I did, following along with his words. As I did, I could feel the power of those crystal balls flowing right into me. Souls whisked from the air.
“Find the souls… the whole souls,” Brindle said. “Identify them. Seek them out. It’s difficult but in this place… where only souls reside… it’s possible.”
I followed his voice and his chant and thought of Separation, and along the lines of Separation, I identified certain souls and repelled the rest. It took over an hour for me to find one but I managed to collect it, bringing it down in my hypnotic state. Then I manipulated it, stretched it, separated it, and tried my best to create little spaghetti legs but failed.

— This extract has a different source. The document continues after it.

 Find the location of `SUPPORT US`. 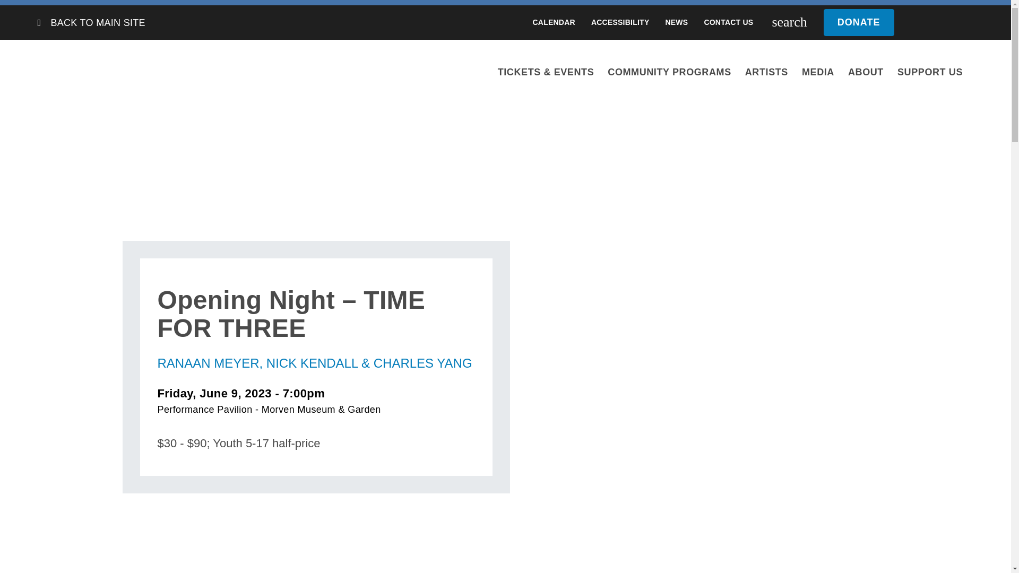

SUPPORT US is located at coordinates (929, 72).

“Picture the image in your mind,” Brindle said. “Any image. Things that you know better than any.”
I thought of Kline.
“Now repeat after me.”
I followed his chants, and the soul took another shape, forming like clay. Things became far simpler, and I gained control and created a general shape of a cat. I was excited—but that was only a fraction of what I needed. But Brindle had more patience than anyone I had ever known. He sat down and helped me with exercises for the next two days. I did exercises pulling souls from the air and stitching them together with the spell I was given, taking teachings from the soul runes, my guide, and Brindle’s guidance to stitch them together before making shapes.
On the second day, Brindle took me to the bushes that almost killed me and had me identify their soul channels and practice with them under the threat of necrosis and death. I learned quickly. And when I woke up on the third day, planning to start my final set of training, I found that Brindle was gone.
I got up in a panic and looked around, but I was only met with Kline meowing, confirming he was gone. I was nervous and scared. It took two days to truly understand how pathetically underprepared I was, but…
I looked at Kyro and saw his body turning slightly blue. His breathing was ragged and his flask was on the ground instead of in his arms like a stuffed animal like it usually was when he slept.
I looked at the crystal ball before the Omoxilian and swallowed hard. It was finally time.